Let's be honest: Rick Santorum supporters -- and Democrats -- weren't the only ones rooting for a Santorum win in Tuesday's primaries.
Two hours before the polls closed, MSNBC's Chris Matthews sounded like a reporter's reporter at the top of "Hardball." No, not because he played it down the middle: A reporter's reporter roots not for the candidate he or she likes best, but for the candidate who's win would be the best story.
"Tonight we stand watch, again, at the political abyss of Mitt Romney," Matthews said with just a touch of melodrama. "He may win tonight and avoid a devastating fall. But if he loses the fall could be deadly. How does Romney explaining losing Michigan? How does a candidate who outspends a rival two-to-one explain rejection? And how does anyone explain losing to a candidate who makes himself so challenging to root for as Rick Santorum? This may be as big a night as we've had this political season."
It wasn't. And Matthews and other reporter's reporters didn't get their abyss story Tuesday.
MSNBC, CNN, Fox News and Current TV projected a win for Romney in Arizona just moments after polls had closed there. Within an hour and twenty minutes, they had called Michigan for Romney as well. The state was especially important to Romney because he was born there and his father was the state's governor. Losing would have been awfully embarassing.
Though they smelled blood in the water prior to Romney's wins, Tuesday's reporter's reporters knew enough to hedge. Time's Joe Klein said on CNN, before polls closed, that Romney would still face a tough Super Tuesday in Ohio and the South even if he won Michigan.
Super Tuesday is a week away. But several factors conspired to make some reporters believe they might not have to wait that long for a Romney fall. Among them:
-Michigan has an open primary, and Santorum's backers paid for robocalls to Michigan Democrats, asking them to vote for him. Santorum said he was seeking Reagan Democrats.
-Mischief was in the air. Liberal filmmaker Michael Moore, a Michigan native, said his Democratic friends at home were voting for voting for Santorum in what he called "Operation Hilarity." He later tweeted that a friend of his went to vote for Santorum but couldn't stop lauging.
-The usual series of Romney gaffes as he tries to relate to the common man, this time when he remarked that his wife drives a "couple of Cadillacs." His critics also delighted in pointing out that he had opposed the auto industry bailout that many autoworkers credit with saving their jobs. Santorum opposed it as well, but he noted that at least he opposed all bailouts; Romney, he said, had opposed the auto bailout specifically.
Some Michigan Democrats voted for Santorum in the hopes of extending the Republican nomination fight and weakening the eventual winner. Others saw the socially conservative Santorum as the more beatable general election candidate.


• _Your objective_
Every line from the one with "Identify the location of button: I" through the end of the entries below must be retyped exactly, and only those lines. The pictures are not part of the copy.

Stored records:
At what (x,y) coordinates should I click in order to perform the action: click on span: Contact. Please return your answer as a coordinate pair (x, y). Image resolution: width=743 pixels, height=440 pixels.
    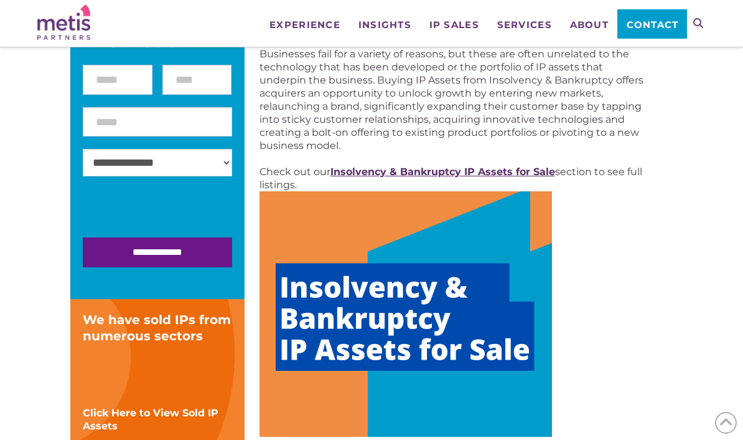
    Looking at the image, I should click on (653, 24).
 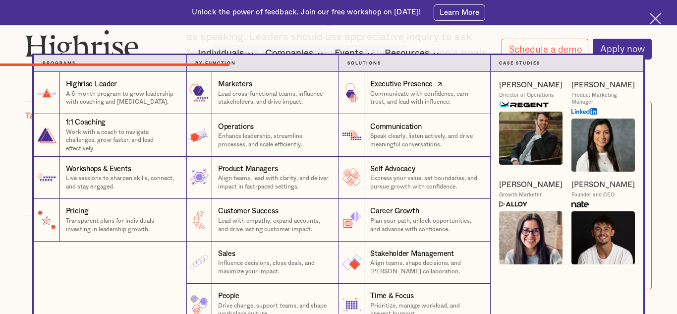 What do you see at coordinates (527, 96) in the screenshot?
I see `div: Director of Operations` at bounding box center [527, 96].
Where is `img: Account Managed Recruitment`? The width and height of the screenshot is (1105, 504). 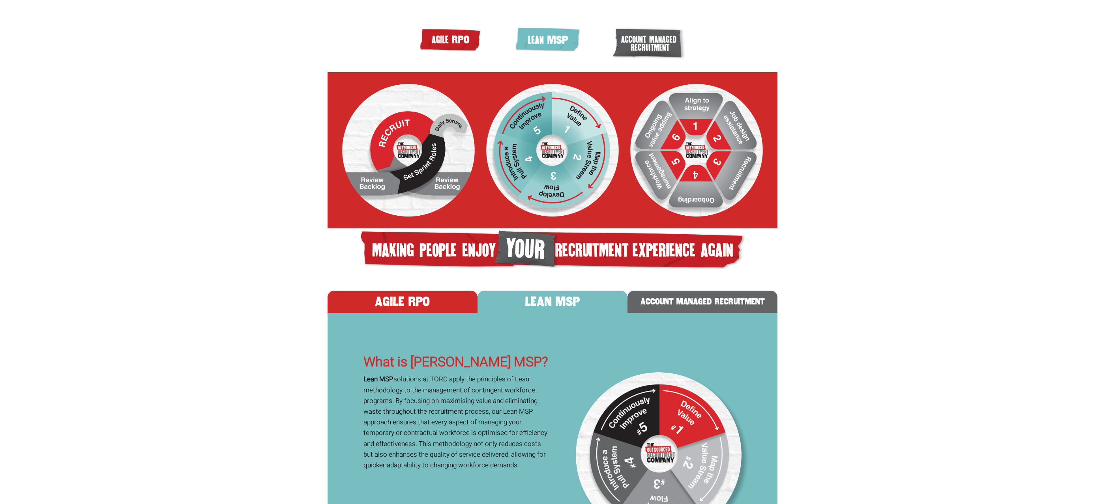
img: Account Managed Recruitment is located at coordinates (696, 150).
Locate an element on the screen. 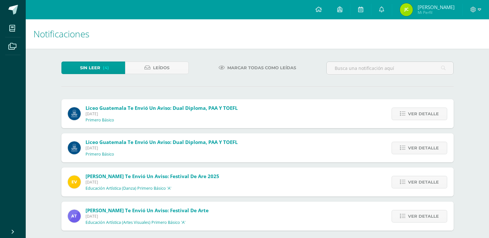 This screenshot has height=238, width=489. p: Educación Artística (Danza) Primero Básico 'A' is located at coordinates (128, 188).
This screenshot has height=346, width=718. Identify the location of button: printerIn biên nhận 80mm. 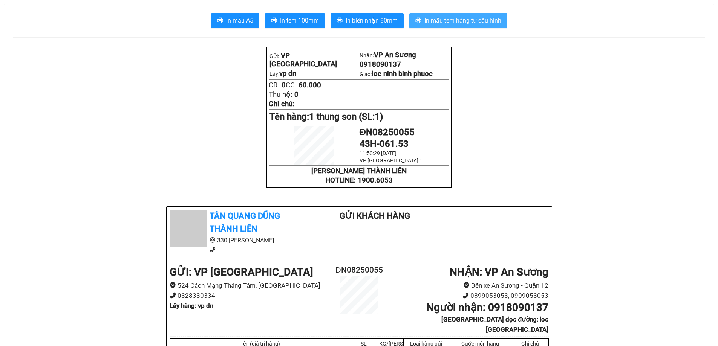
(367, 21).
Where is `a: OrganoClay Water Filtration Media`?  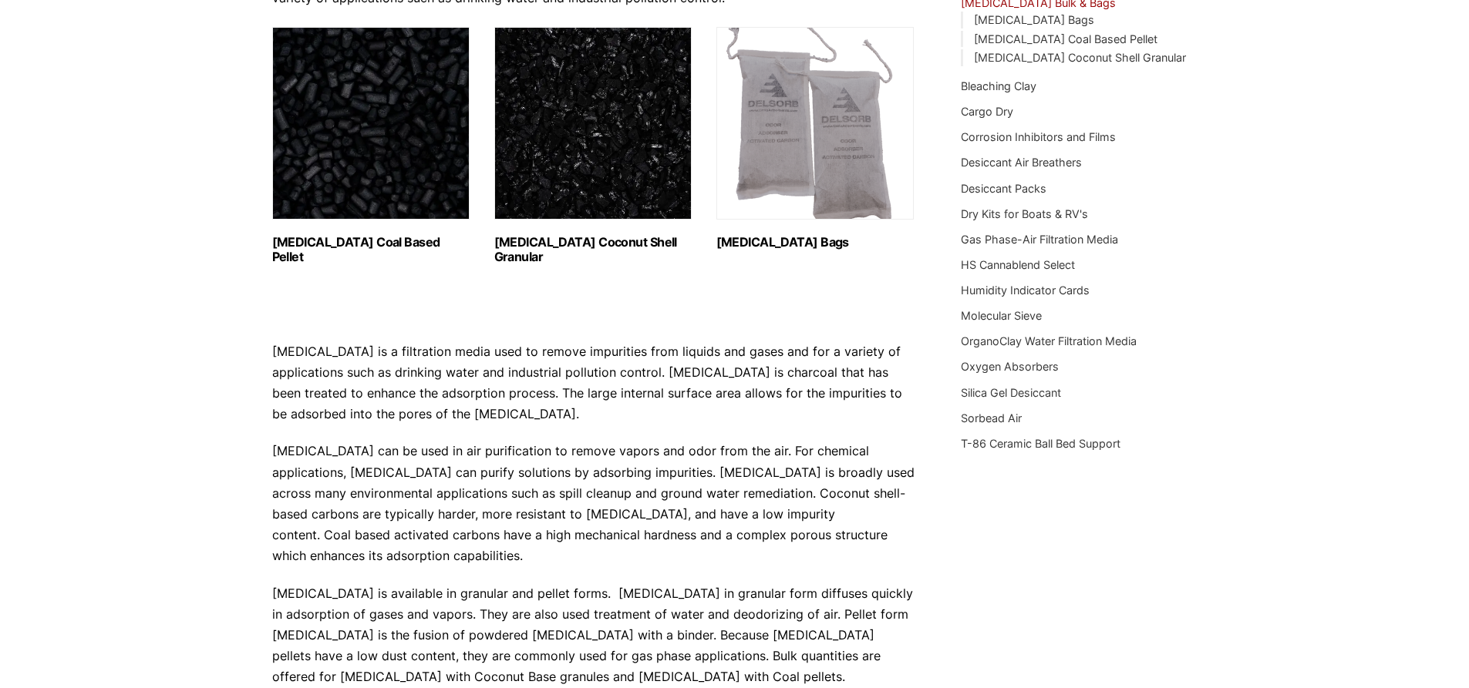 a: OrganoClay Water Filtration Media is located at coordinates (1048, 341).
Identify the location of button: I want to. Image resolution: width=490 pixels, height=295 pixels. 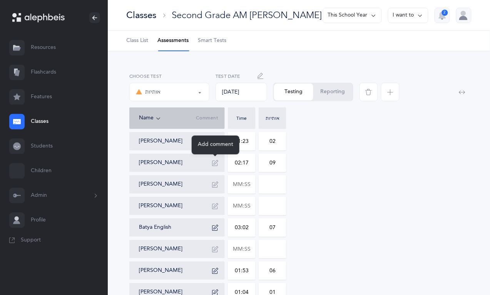
(408, 15).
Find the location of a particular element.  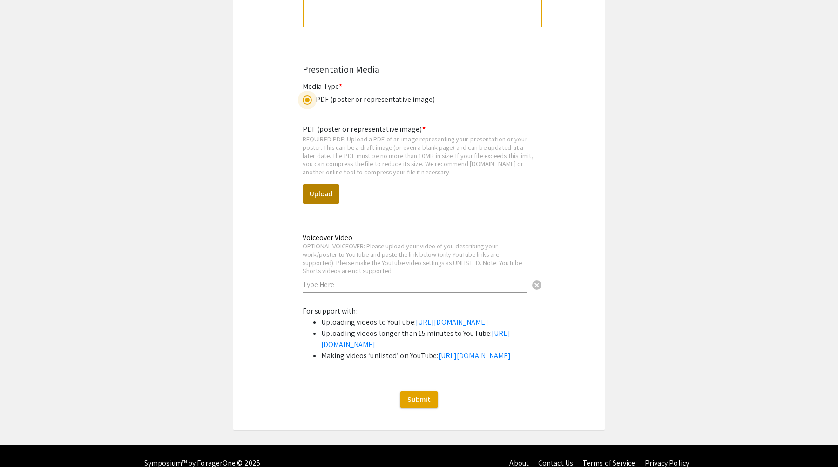

span: cancel is located at coordinates (537, 285).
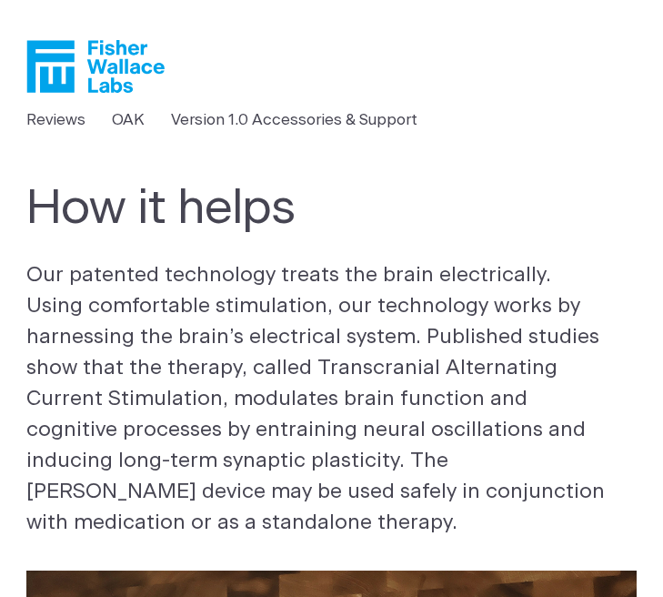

• _Response area_
Identify the location of button: I want to. Image resolution: width=490 pixels, height=295 pixels. 
(408, 15).
Find the location of a particular element.  

span: cancel is located at coordinates (537, 285).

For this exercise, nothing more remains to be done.